To summarize, we’ve now talked about using Sales Navigator to map the decision-makers within one funding organization. We’ve talked about adding your book of business so you can keep track of what’s going on with key accounts in a more effective way. What else?
3. Find new values-aligned partners
You can look for prospective donors or volunteers, using the search feature. Think of keywords that have to do with your mission – in my previous case it would be “addiction recovery” or “women’s mental health”. Think about keywords that would be likely to show up on someone’s LinkedIn profile, perhaps in their experience section or their previous volunteer experience. Use those keywords as a place to start with your searches, and filter it down based on specific criteria, whether it’s having the title of CEO or they work in a specific industry.

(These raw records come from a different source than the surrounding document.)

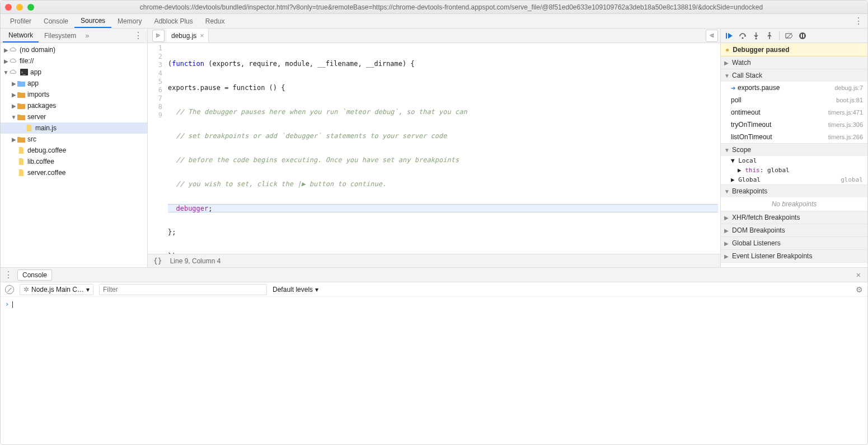  Describe the element at coordinates (172, 232) in the screenshot. I see `code: };` at that location.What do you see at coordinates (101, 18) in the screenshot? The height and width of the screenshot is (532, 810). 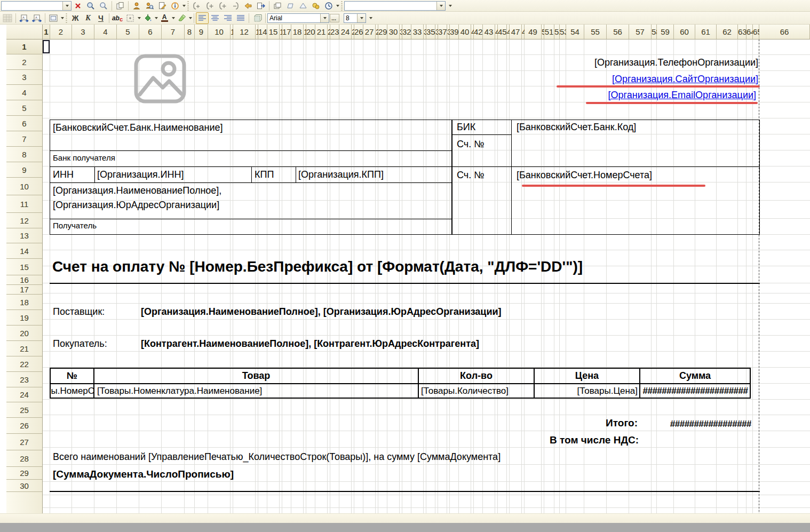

Yes, you can also do this on just normal LinkedIn however Sales Navigator has additional filters you can use to get even more relevant and specific. LinkedIn Basic Search has 18 filters you can choose from. But LinkedIn Sales Navigator offers 36 filters when searching for leads. Some of those specific ones to Sales Nav include things like: company headcount, company headquarters location. Both of which are really important for nonprofits with a robust corporate giving strategy. Also, you can filter by what LinkedIn groups they’re in — which can tell you a lot about someone’s interests or values. You can check out “Buyer Intent” – which pulls data such as they already follow your company, or they viewed your profile recently. It just takes the basic search feature and gives you a lot more tools to customize your searches more specifically. You can also filter out people, which gives you more precise lists and you can save those lists, too so you can better keep track of these prospects for your nonprofit.
And of course, with Sales Navigator you have 50 InMails a month, so you can send 50 messages to anybody, even if you are not connected with them yet. It was pretty amazing to see how decision-makers were gatekept when I tried to email them or call them – by executive assistants whose job it was to hold this boundary – but how these same people would respond on LinkedIn because they still managed their own LinkedIn and the messages on there. It may have taken weeks or even months sometimes to hear back, but that’s OK. Because relationship building is a long-term activity.